Do you think the parents who lost their children in the tornado in Georgia were greater sinners than we are? How about the folks who lost their homes and their lives in hurricane Katrina? Were they greater sinners than you and me? Certainly not. Jesus teaches us today that these misfortunes should not lead us to reflect on other people’s sins, but on the state of our own souls, and on our own need for repentance.
This is what Lent is about, is it not? It’s a time to get back to basics, to turn ourselves back to God and to let go of what gets in the way between us and God. The Scriptures offer us so many models of how we can do this, but we have one of the greatest in our first reading today: Moses approaching God in the burning bush.
And what does God say when Moses begins to come near? “Remove the sandals from your feet, for the place where you stand is holy ground.” What’s that all about? Sandals are great, but they are made of leather, and leather is dead skin. And nothing having anything to do with death can come near to the living God. And it’s the same with us: in order to approach God, or, better, to allow God to approach us, we have to take off everything that has do with death—that is, the sins by which we bring suffering and difficulty into the world.
This is our choice in life: to approach the Lord or to remain in the selfishness of sin. Moses was amazed at the bush that was on fire, but was not consumed. The fire of God, the Holy Spirit, does not consume, does not destroy. But when we burn with the grumpiness and anxiety of sin—that’s the fire that consumes us. The burning of sin hurts and consumes us, leaving us burnt and dulled in our feeling and perception. But the fire of God does not consume, but rather affirms us, makes us more into the people we are meant to be. And when we see someone truly on fire with the love of God, their true humanity shining through so brilliantly, we are like Moses who was amazed to see the bush burning without being consumed.
So that’s our choice: to burn and be consumed in sin, or to glow safely in the fire of the love of God.

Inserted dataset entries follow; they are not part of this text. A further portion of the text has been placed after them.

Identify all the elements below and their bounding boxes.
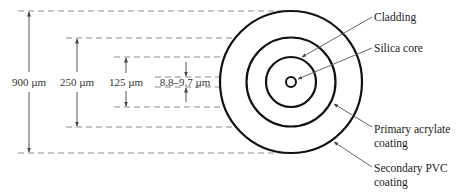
dimension-250: 250 µm — [60, 39, 95, 126]
label-cladding: Cladding — [374, 11, 416, 24]
dimension-900: 900 µm — [12, 12, 47, 152]
label-primary-acrylate-line2: coating — [374, 137, 408, 150]
dimension-label-core: 8.8–9.7 µm — [160, 76, 211, 88]
label-secondary-pvc-line2: coating — [374, 176, 408, 189]
label-silica-core: Silica core — [374, 42, 423, 54]
dimension-core: 8.8–9.7 µm — [160, 62, 211, 102]
dimension-label-900: 900 µm — [12, 76, 47, 88]
fiber-cross-section-diagram: 900 µm 250 µm 125 µm 8.8–9.7 µm Cladding… — [0, 0, 456, 195]
fiber-rings — [220, 11, 362, 153]
dimension-125: 125 µm — [109, 58, 144, 106]
dimension-label-250: 250 µm — [60, 76, 95, 88]
label-primary-acrylate-line1: Primary acrylate — [374, 123, 450, 136]
dimension-label-125: 125 µm — [109, 76, 144, 88]
secondary-pvc-ring — [220, 11, 362, 153]
label-secondary-pvc-line1: Secondary PVC — [374, 162, 448, 175]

And this choice has some urgency to it, as Jesus teaches us today in the parable of the fig tree. The owner of the vineyard, who is God, of course, comes to look for his figs. Finding none, he tells the gardener to cut down the tree. The gardener promises that, although the tree has been fruitless up to now, he will take better care of it, and it will bear fruit in the following year.
When I was staying at our novitiate in Honduras, the novice master gave each of the novice friars a little patch of ground to cultivate. He said to them, “I need to see that you can care for a living thing. And I can’t see your soul, but I can see this little garden.” How beautiful, right?
This is one way we can hear Jesus in his parable today. We are the gardeners, each of us taking care of the fig tree of our own soul. God is owner of the vineyard and comes to see if our hearts have borne any good fruit, if they have blossomed with love and gentleness and faith.
But God is no absentee landlord! God is right there working in the garden with us. God provides everything we need to grow and flourish. The warmth of God’s love is like the sun that strengthens. Like the Israelites in the desert we receive the life-giving water that flows from the rock—and as Paul says, the rock was Christ!
In this Eucharist, blood and water flow over us from the side of Christ to nourish and fertilize the little garden of our souls. The bread of life gives us the strength to continue to prune and cultivate ourselves, so that, when we finally come face to face with God, we may be found flourishing with all the fruits of love and faith.
Each week we come closer to the great feast of the Resurrection of the Lord. Let us receive today the bread of life and the life-giving water from the Rock, and allow God to cultivate our hearts, so that, when we come to renewal of our baptism this Easter, we are found with loving and peaceful hearts, blossoming out with joy.